Next only to South Korea, India is the second fastest growing market for mobile phone-based stock trading in the world, senior sources in Geojit BNP Paribas said. Illustrating the pace of growth of the Indian market, Mr A. Balakrishnan, CEO of Geojit Technologies, said that within a matter of one year, 10 per cent of the customers of Geojit BNP Paribas have shifted over to mobile trading.

Ever since mobile trading was introduced in the country in September 2010, almost 60,000 customers of Geojit BNP Paribas undertake transactions worth almost Rs 100 crore a day, over the mobile platform. Angel Broking, Kotak and India Infoline are some of the other major players in mobile trading.

Shift & value

The increasing shift to day trading and futures trading has made every minute and every rupee count. Investors have begun trading in tens of thousands of shares as huge volumes enable the investor to tap small incremental growth in value.

The small retail customer who invests in the stock market for long-term growth is increasingly becoming a rarity, Mr Balakrishnan said. Moreover, the long periods of market downturn have made the retail investor increasingly wary of staying invested.

Both internet trading and mobile trading has enabled the retail customer to track the stock market movements on a minute-by-minute basis. “Couple of rupees gain or fall can be transitory but can be captured by internet trading. The mobile trading is a flexible, dynamic and interactive facility which enables us to trade in the market even on the move.

“This is all the more important to people who take stock market investments seriously,” Mr Abraham Mathew, a serious player in rubber, pepper and cardamom futures market said.

He is lamenting the fact that mobile trading is still not available in the commodity futures market. Mobile trading would have enabled him to capture market information and trade even when he was on his weekly visit to the spice growing regions of the Cardamom Hill Reserve in Kerala.

Imperative

Mobile trading has become imperative in the life of Mr Unmesh Paul, a contractor who is always on the move. He is a day trader who revels in a falling market, selling short. His daily transactions have climbed sharply to Rs 15-20 lakh, while his tenure of investment has come down from months and years to days and hours. “Long term investment is passé, sell short and exit fast,” he says.

The changing pattern of trade and uninterrupted trading facilities has enabled mobile trading to grow rapidly during the last one year. And as the demand continues to grow, mobile trading is poised to grow even faster, Mr Balakrishnan said.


> **Assignment**
Across all entries below, how many lines include "short"? Only the number, please.

Dataset excerpts:
# # #
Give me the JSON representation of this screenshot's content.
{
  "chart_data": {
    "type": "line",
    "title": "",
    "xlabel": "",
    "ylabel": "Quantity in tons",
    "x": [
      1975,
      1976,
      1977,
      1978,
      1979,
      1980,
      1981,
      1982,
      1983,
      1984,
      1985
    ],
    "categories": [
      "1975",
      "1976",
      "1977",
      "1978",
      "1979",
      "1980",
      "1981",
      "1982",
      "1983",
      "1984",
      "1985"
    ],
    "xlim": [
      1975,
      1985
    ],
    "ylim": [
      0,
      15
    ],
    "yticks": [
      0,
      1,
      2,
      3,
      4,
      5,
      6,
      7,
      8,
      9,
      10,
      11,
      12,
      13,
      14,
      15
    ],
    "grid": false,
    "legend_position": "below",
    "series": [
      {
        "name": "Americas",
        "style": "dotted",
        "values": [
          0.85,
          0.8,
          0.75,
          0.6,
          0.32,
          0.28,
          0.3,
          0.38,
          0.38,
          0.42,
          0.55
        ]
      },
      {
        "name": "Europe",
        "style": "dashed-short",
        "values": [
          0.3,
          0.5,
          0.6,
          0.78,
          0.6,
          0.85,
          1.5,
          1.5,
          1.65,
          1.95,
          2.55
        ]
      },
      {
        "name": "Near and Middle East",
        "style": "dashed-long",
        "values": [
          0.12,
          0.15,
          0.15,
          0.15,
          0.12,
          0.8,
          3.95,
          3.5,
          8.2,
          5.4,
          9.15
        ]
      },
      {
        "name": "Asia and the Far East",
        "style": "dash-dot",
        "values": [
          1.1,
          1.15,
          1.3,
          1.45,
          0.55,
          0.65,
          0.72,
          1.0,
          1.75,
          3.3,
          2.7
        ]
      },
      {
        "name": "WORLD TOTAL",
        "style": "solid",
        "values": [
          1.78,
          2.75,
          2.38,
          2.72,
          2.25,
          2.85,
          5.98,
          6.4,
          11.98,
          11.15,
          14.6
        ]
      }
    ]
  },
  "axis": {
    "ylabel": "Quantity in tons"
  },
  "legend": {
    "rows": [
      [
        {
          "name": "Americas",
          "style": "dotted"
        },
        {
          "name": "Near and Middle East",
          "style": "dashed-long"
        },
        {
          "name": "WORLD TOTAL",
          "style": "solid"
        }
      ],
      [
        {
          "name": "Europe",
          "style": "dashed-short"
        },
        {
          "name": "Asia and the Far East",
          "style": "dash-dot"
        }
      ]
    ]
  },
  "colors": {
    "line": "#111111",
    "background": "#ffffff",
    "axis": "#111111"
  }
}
# # #
> **Answer to this task**
2